My start in planting blueberries was… not so well researched. Our walmart had a couple of Climax Blueberry bushes for sale, and I bought them and planted them… This was 3 years ago. Got several nice berries off them last year.

And last spring I planted 10 more… now this is where I actually did some research and tried to make a good decision on varieties for my area.

Per UT Ag, they recommend rabbit eye varieties in Tennessee… since our native blueberry bushes are rabbit eye and are known to do well here. I do have lots of wild blueberries on my property.

So I researched rabbit eye varieties… and found some some bloom early, some mid, some late…
But then there is a TiffBlue variety that blooms long, early, mid and late… so it will pollinate the others some regardless of when they bloom.

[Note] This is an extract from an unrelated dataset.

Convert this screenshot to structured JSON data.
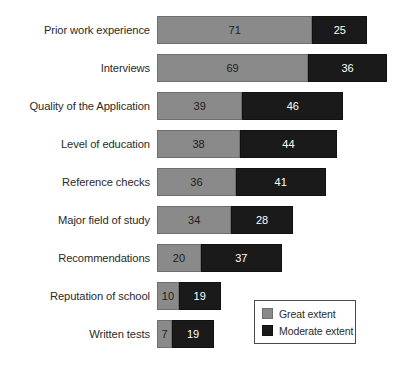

They said the early bloomers are more subject to crop failure, with a late spring frost… I did not want that.

So I stuck with the later blooming varieties.

The 10 that I planted last spring (same location as those 2 climax planted earlier) good pollination distance from them… I planted 2 TiffBlue, 4 BrightWell, 4 Powderblue.

So all together I have 2 Climax, 2 TiffBlue, 4 Brightwell, 4 Powerblue.

I know some of you are blueberry experts and … especially since I will be starting blackberries and blueberries on the property that I will be building our empty nester home on soon, may get some in this spring.

It would be great to have someone that knows (experienced blueberry grower in TN)… chime in and let me know what I could do better.

I think that is the main reason that this board exist… we all need help making those choices when you don’t have the actual experience (which takes a lot of time).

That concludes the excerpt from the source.